KEY POINTS:
It is a brave move for a long-established artist to abandon his signature style in choreography and his standard mode of production and hand over a good deal of the responsibility for the timing and pace of the performance to the dancers. On the face of it, that is what Michael Parmenter has done with his latest production, Tent.
So if you go along expecting extended sequences of heroic partnering, and passages of driven, densely packed, high-energy, high-risk dancing, you may be disappointed. These have only a fragmentary presence in the new work.
On the other hand, the vitality, musicality and sensuousness we have come to expect from Parmenter productions is still fully present in the dancing, which has a more mellow pace than we have come to expect, and he has assembled some stellar performers to delight us with their artistry.
A rich score by Eden Mulholland provides the structure for the work and seems to cue the sequencing of events.
There is a wonderful array of sound ranging from plucked and bowed cellos, soughing violins, driving percussion, drum'n' bass, jazz standards, free jazz, horns, sampled sirens, a morepork, and crowd sounds, to interpolated excerpts - reggae from Fat Freddy's Drop (Ernie) and piano from Bach (Sonata in A Major).
John Verryt's mostly empty stage is lit beautifully by Nik Januriek as an arena for encounters, and Elizabeth Whiting's array of clothing - from sleek lycra to layered leisure gear to tidy shirts and pants for the men and "best" dresses for the women - provides continuing interest for the eyes.
The dancing is fluid, with a shifting combination of dancers - solos become duets or trios or quartets; men and women mix and match, or remain separated by gender groupings.
The sequencing is episodic, interleaving short, tightly choreographed and mostly unison sequences, movement-based rule games similar to those of American postmodern dance, longer passages of collaborative structured improvisation, sections where the dancers talk to each other inanely, and some wonderfully emblematic solos (Craig Bary, Sarah Foster, Christopher Tandy, Claire Lissaman) which are a joy to watch.
The pace is generally such that you can observe beautiful sculptural moments for longer than the blink of an eye, watch muscles and sinews working, faces responding to the action, and at times there's a "take time out to smell the flowers" feel. When faster bursts come, or tight ensemble work, they are too quickly gone, and there are duets between Foster and Bary you wish would be extended.
A beautiful, almost languorous sequence for the women (Foster, Lissaman, Victoria Colombus, Destiny Stein) lets us see what fine dancers they all are. A muscular series of interactions between the men (Bary, Justin Haiau, Adam Synott, Tandy) similarly lets us appreciate their skills.
One sequence brings dramatic tension and a sense of narrative which is at odds with the rest of the work - a slowly intensifying and aggressive encounter between Foster and three men turns from play to menace in a flash, leaving her trembling in the shadows. This nasty encounter soured the general aura of camaraderie, and was left unresolved.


**What to do**: For each line of the data below that includes the string "Conventional", count one, and answer with the sum only.

=== Records provided ===

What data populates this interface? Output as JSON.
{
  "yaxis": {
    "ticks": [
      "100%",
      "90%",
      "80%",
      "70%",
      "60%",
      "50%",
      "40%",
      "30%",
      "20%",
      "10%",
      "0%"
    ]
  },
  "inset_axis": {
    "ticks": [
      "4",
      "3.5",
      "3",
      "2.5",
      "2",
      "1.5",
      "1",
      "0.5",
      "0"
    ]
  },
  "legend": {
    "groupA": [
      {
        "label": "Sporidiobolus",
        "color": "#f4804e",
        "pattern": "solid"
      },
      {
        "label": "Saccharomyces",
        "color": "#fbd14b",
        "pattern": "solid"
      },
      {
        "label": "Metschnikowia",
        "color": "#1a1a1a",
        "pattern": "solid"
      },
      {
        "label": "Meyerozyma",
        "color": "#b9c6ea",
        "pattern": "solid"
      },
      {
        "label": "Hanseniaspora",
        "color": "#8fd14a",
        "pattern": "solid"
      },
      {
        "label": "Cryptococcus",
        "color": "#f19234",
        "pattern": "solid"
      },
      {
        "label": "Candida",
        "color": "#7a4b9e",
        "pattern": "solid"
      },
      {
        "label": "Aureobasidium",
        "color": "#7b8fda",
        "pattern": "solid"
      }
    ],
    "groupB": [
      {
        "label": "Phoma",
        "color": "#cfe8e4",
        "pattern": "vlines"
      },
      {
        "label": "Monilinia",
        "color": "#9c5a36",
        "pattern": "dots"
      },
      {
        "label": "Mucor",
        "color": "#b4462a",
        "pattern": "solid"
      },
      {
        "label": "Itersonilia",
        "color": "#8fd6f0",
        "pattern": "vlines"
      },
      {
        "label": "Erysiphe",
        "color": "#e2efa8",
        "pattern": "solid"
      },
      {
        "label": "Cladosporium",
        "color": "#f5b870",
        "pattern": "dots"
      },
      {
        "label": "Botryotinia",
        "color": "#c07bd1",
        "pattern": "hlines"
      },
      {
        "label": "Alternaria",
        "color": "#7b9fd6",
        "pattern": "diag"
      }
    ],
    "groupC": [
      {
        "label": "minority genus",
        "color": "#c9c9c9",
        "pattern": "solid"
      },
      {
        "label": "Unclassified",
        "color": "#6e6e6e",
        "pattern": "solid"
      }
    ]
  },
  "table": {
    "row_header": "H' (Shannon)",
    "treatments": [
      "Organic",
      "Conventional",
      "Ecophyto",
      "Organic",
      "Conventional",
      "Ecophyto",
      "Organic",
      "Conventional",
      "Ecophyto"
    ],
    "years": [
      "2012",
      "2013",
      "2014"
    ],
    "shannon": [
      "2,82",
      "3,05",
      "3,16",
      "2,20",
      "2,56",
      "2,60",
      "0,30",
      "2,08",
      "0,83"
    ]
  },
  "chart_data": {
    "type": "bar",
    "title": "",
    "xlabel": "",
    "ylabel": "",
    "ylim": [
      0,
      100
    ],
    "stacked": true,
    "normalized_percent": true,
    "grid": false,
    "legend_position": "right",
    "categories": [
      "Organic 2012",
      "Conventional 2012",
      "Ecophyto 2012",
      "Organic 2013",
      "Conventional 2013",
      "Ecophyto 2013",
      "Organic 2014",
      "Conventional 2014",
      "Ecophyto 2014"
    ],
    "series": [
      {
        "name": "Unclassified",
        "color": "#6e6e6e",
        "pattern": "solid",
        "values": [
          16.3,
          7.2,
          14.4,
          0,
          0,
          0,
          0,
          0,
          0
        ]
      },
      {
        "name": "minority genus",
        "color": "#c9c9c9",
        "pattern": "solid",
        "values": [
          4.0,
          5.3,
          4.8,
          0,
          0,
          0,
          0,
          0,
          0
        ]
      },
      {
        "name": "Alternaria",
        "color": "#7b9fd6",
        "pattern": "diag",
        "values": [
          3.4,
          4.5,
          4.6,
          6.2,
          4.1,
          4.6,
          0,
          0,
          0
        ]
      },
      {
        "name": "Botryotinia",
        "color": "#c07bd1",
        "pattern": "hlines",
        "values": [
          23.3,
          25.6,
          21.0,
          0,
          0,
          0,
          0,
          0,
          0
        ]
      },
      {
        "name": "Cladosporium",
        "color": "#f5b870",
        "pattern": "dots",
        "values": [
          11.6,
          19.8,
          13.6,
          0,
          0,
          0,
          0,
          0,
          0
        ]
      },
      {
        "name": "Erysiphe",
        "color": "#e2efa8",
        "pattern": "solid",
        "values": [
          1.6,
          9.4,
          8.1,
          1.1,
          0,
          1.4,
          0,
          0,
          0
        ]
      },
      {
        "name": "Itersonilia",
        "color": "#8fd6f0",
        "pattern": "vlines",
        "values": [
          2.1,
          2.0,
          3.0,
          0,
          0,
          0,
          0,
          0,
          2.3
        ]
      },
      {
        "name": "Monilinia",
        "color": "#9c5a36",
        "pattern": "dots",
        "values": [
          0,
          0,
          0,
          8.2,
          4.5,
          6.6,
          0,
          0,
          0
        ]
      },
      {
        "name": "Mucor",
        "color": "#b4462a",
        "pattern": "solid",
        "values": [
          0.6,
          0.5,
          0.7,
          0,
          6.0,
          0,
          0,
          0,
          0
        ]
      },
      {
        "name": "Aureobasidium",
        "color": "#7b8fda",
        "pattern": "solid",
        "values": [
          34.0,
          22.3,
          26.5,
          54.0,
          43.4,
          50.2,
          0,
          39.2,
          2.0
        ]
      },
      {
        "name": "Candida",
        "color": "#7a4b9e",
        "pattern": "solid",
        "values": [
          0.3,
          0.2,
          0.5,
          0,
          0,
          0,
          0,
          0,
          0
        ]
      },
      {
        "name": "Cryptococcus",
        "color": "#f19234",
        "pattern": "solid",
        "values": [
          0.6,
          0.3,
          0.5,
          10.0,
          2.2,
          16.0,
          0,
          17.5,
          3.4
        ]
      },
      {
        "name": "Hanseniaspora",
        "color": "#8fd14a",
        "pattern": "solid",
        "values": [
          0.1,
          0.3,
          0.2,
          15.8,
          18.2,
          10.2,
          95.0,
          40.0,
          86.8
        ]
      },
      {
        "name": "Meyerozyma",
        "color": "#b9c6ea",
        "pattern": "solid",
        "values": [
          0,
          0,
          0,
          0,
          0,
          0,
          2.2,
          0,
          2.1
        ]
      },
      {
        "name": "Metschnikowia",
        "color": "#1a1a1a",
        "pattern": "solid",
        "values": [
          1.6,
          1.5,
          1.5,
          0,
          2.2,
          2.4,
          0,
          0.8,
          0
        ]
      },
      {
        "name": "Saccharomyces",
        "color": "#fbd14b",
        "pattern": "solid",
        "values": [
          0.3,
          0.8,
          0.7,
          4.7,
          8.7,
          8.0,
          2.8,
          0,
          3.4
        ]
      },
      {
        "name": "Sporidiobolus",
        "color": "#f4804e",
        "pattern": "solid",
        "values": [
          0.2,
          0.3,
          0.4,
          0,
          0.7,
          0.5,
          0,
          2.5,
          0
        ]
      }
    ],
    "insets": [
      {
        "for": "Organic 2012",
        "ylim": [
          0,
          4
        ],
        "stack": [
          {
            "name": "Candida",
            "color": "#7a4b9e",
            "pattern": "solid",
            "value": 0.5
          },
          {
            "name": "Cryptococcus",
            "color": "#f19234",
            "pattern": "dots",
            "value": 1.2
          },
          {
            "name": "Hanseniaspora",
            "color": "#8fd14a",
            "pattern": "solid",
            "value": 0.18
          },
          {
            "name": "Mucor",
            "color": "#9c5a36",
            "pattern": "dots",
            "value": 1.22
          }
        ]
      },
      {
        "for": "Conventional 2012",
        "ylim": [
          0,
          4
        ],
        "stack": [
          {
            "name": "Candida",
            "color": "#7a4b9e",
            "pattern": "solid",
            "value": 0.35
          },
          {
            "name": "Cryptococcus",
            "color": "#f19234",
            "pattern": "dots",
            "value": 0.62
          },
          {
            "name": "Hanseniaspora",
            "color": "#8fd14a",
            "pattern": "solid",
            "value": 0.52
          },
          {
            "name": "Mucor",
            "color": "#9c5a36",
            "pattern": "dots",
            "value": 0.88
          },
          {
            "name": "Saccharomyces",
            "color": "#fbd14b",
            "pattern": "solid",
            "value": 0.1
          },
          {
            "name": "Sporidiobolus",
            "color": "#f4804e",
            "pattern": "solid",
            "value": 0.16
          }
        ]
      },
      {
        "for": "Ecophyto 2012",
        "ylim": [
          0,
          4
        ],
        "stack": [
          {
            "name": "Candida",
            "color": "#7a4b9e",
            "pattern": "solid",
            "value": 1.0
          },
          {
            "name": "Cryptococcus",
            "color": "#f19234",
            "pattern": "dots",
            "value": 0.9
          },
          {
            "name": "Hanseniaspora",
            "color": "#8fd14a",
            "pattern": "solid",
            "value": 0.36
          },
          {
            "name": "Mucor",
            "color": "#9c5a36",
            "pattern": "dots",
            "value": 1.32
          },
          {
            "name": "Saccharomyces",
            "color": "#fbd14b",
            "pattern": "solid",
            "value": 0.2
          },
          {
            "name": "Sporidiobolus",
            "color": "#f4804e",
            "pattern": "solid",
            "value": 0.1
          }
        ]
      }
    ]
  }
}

===

**Output of the task**: 7